PFAS chemicals are ‘the new asbestos’ for the chemical sector. A group of over 50 institutional investors and their representatives warned today to quit production.


Top chemical firms from around the world are being called upon to stop producing PFAS chemicals, liking their continued manufacture and use to asbestos.

The Investor Initiative on Hazardous Chemicals (IIHC), which is coordinated by ChemSec informed the companies that they are leaving themselves open to potentially costly health liabilities, like those faced by companies that used asbestos after its health impacts were known. 

PFAS hazards were also recognised early, but production today is at an all-time high. In Europe, 3M reached a €500m settlement last year, but fresh lawsuits have begun in the Netherlands and Belgium.
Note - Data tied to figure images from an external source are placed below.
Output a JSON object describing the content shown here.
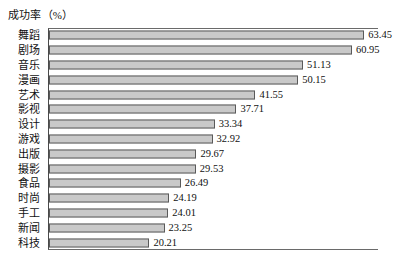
{
  "chart_data": {
    "type": "bar",
    "orientation": "horizontal",
    "title": "成功率（%）",
    "xlabel": "",
    "ylabel": "",
    "grid": false,
    "legend": null,
    "xlim": [
      0,
      66
    ],
    "categories": [
      "舞蹈",
      "剧场",
      "音乐",
      "漫画",
      "艺术",
      "影视",
      "设计",
      "游戏",
      "出版",
      "摄影",
      "食品",
      "时尚",
      "手工",
      "新闻",
      "科技"
    ],
    "values": [
      63.45,
      60.95,
      51.13,
      50.15,
      41.55,
      37.71,
      33.34,
      32.92,
      29.67,
      29.53,
      26.49,
      24.19,
      24.01,
      23.25,
      20.21
    ],
    "value_labels": [
      "63.45",
      "60.95",
      "51.13",
      "50.15",
      "41.55",
      "37.71",
      "33.34",
      "32.92",
      "29.67",
      "29.53",
      "26.49",
      "24.19",
      "24.01",
      "23.25",
      "20.21"
    ],
    "colors": {
      "bar_fill": "#c9c9c9",
      "bar_border": "#5a5a5a",
      "axis": "#4a4a4a",
      "text": "#111111",
      "background": "#ffffff"
    }
  }
}
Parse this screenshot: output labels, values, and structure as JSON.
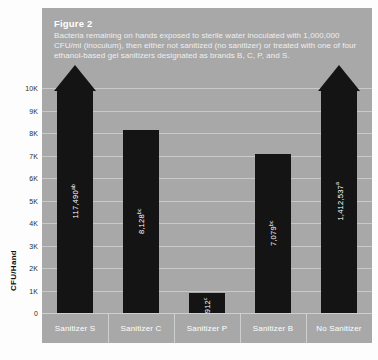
{
  "caption": {
    "title": "Figure 2",
    "body": "Bacteria remaining on hands exposed to sterile water inoculated with 1,000,000 CFU/ml (inoculum), then either not sanitized (no sanitizer) or treated with one of four ethanol-based gel sanitizers designated as brands B, C, P, and S."
  },
  "axis": {
    "y_title": "CFU/Hand",
    "y_ticks": [
      "10K",
      "9K",
      "8K",
      "7K",
      "6K",
      "5K",
      "4K",
      "3K",
      "2K",
      "1K",
      "0"
    ]
  },
  "colors": {
    "panel": "#a8a8a8",
    "bar": "#141414",
    "gridline": "#c9c9c9",
    "text_light": "#ffffff",
    "text_dark": "#2b2b2b"
  },
  "chart_data": {
    "type": "bar",
    "title": "Figure 2",
    "subtitle": "Bacteria remaining on hands exposed to sterile water inoculated with 1,000,000 CFU/ml (inoculum), then either not sanitized (no sanitizer) or treated with one of four ethanol-based gel sanitizers designated as brands B, C, P, and S.",
    "xlabel": "",
    "ylabel": "CFU/Hand",
    "ylim": [
      0,
      10000
    ],
    "ytick_values": [
      10000,
      9000,
      8000,
      7000,
      6000,
      5000,
      4000,
      3000,
      2000,
      1000,
      0
    ],
    "grid": true,
    "legend": "none",
    "categories": [
      "Sanitizer S",
      "Sanitizer C",
      "Sanitizer P",
      "Sanitizer B",
      "No Sanitizer"
    ],
    "values": [
      117490,
      8128,
      912,
      7079,
      1412537
    ],
    "bars": [
      {
        "category": "Sanitizer S",
        "value": 117490,
        "label": "117,490",
        "superscript": "ab",
        "off_scale": true,
        "drawn_height_k": 10.0
      },
      {
        "category": "Sanitizer C",
        "value": 8128,
        "label": "8,128",
        "superscript": "bc",
        "off_scale": false,
        "drawn_height_k": 8.13
      },
      {
        "category": "Sanitizer P",
        "value": 912,
        "label": "912",
        "superscript": "c",
        "off_scale": false,
        "drawn_height_k": 0.91
      },
      {
        "category": "Sanitizer B",
        "value": 7079,
        "label": "7,079",
        "superscript": "bc",
        "off_scale": false,
        "drawn_height_k": 7.08
      },
      {
        "category": "No Sanitizer",
        "value": 1412537,
        "label": "1,412,537",
        "superscript": "a",
        "off_scale": true,
        "drawn_height_k": 10.0
      }
    ]
  }
}
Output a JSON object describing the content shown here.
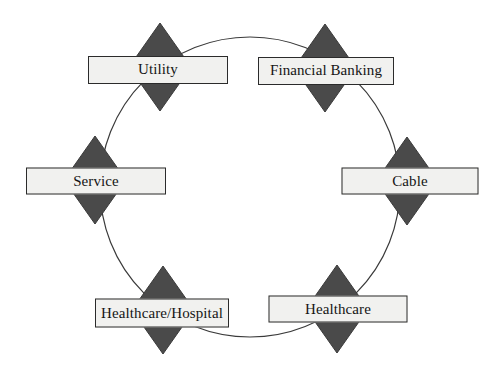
{
  "diagram": {
    "type": "cycle-diagram",
    "title": "",
    "background_color": "#ffffff",
    "ring": {
      "shape": "circle",
      "center_x": 250,
      "center_y": 187,
      "radius": 150,
      "stroke_color": "#3a3a3a",
      "stroke_width": 1.2,
      "fill": "none"
    },
    "style": {
      "diamond_fill": "#4a4a4a",
      "diamond_stroke": "#3a3a3a",
      "label_fill": "#f1f1ef",
      "label_stroke": "#2b2b2b",
      "label_text_color": "#151515"
    },
    "nodes": [
      {
        "id": "utility",
        "label": "Utility",
        "icon": "diamond-shape",
        "center_x": 160,
        "center_y": 67,
        "diamond_width": 62,
        "diamond_height": 88,
        "box_width": 140,
        "box_height": 28,
        "box_center_x": 158,
        "box_center_y": 70,
        "font_size": 15
      },
      {
        "id": "financial-banking",
        "label": "Financial Banking",
        "icon": "diamond-shape",
        "center_x": 325,
        "center_y": 68,
        "diamond_width": 62,
        "diamond_height": 88,
        "box_width": 136,
        "box_height": 28,
        "box_center_x": 326,
        "box_center_y": 71,
        "font_size": 15
      },
      {
        "id": "cable",
        "label": "Cable",
        "icon": "diamond-shape",
        "center_x": 407,
        "center_y": 181,
        "diamond_width": 62,
        "diamond_height": 88,
        "box_width": 137,
        "box_height": 27,
        "box_center_x": 410,
        "box_center_y": 181,
        "font_size": 15
      },
      {
        "id": "healthcare",
        "label": "Healthcare",
        "icon": "diamond-shape",
        "center_x": 337,
        "center_y": 309,
        "diamond_width": 62,
        "diamond_height": 88,
        "box_width": 139,
        "box_height": 27,
        "box_center_x": 338,
        "box_center_y": 309,
        "font_size": 15
      },
      {
        "id": "healthcare-hospital",
        "label": "Healthcare/Hospital",
        "icon": "diamond-shape",
        "center_x": 163,
        "center_y": 310,
        "diamond_width": 62,
        "diamond_height": 88,
        "box_width": 134,
        "box_height": 29,
        "box_center_x": 162,
        "box_center_y": 313,
        "font_size": 15
      },
      {
        "id": "service",
        "label": "Service",
        "icon": "diamond-shape",
        "center_x": 95,
        "center_y": 180,
        "diamond_width": 62,
        "diamond_height": 88,
        "box_width": 140,
        "box_height": 27,
        "box_center_x": 96,
        "box_center_y": 181,
        "font_size": 15
      }
    ]
  }
}
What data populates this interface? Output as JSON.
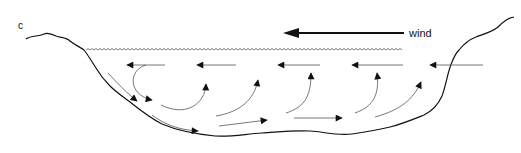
{
  "figure": {
    "panel_label": "c",
    "wind_label": "wind"
  },
  "colors": {
    "line": "#111111",
    "flow": "#555555",
    "background": "#ffffff"
  },
  "elements": {
    "wind_arrow": {
      "direction": "left"
    },
    "surface_arrows": {
      "count": 5,
      "direction": "left"
    },
    "upwelling_arrows": {
      "count": 5,
      "direction": "up"
    },
    "bottom_arrows": {
      "count": 4,
      "direction": "right"
    },
    "left_downwelling_arrows": {
      "count": 2,
      "direction": "down-right"
    }
  }
}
Both US states and the European Union are drafting PFAS bans.

Although a Europe-wide quantification of the different routes of human and environmental exposure is not complete, the Dutch National Institute for Public Health and the Environment estimates that the contribution of PFAS accumulation in humans through food is in the range of 83-98%, and the contribution through drinking water is in the range of 2-17%. When looking at pathways, domestic products and food items will frequently present the largest potential pathways. Furthermore, inhalation has been identified as another important route.

Given their persistence, mobility and the inherent difficulty of effectively removing them from the urban water cycle, all uses of PFAS should be phased out rapidly and PFAS themselves be banned.